Why didn't he attack Saudi Arabia?

Wasn't his plan. He had permission to attack Kuwait (or at least assurances that the US wouldn't interfere when he asked). If he didn't do it himself, his people would have (and there'd already been skirmishes), which would have been a threat to his own power in turn, so not much choice in the end anyways. Attacking a heavily invested ally like Saudi Arabia, on the other hand, would guarantee an instant and extreme response from the US. Plus, unlike Kuwait, that woulda been a real conflict - Saudi Arabia had a real army and tons of allies, even ignoring the inevitable US conflict, and provided a lot less actual justification.

> He had permission to attack Kuwait (or at least assurances that the US wouldn't interfere when he asked).

He was an idiot for falling for it. You'd think for a man who already had a relationship with Donald Rumsfeld and George H. W. Bush, Saddam would've known not to fall into what was an obvious trap they had been setting.

I'm... Not so sure it was a trap, so much as the left hand not knowing what the right was doing, or the PtB's setting that policy before discussing it with all their allies. Unlike some articles suggest, it was official state department policy, not some misinformation given by a single female diplomat - she merely delivered that message. If a trap was the intent, I think we woulda gone for regime change the first time (which, might have been kinder - those sanctions were nasty).

>nominal control
i dont think you know what that means

Plus it was a Catch-22, his own political allies were talking about running an invasion with irregulars, with or without the central government's support, which would have no doubt lead to a civil war. This is among the reasons he cited when he went asking the US if they'd interfere.

The Coalition didn't want Iraq's cities.
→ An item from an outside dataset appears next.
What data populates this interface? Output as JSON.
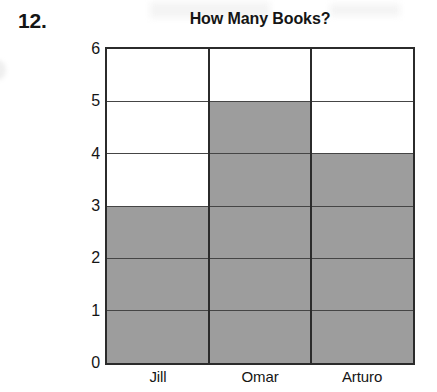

They wanted them to bugger off from Kuwait.

>How would the Iraqi's accomplish inflicting thousands of more casualties on the Coalition forces in an alternate scenario of the Gulf War in 1991?

endless guerrilla warfare basically, which is pointless for a regime like Hussein's that needs a functioning conventional state apparatus to oppress the people with, or large scale chemical weapons (that your enemy has protections for already) attacks.

Nuke Israel, fulfill the dream of all Arab states, die martyr when USA nukes Iraq back.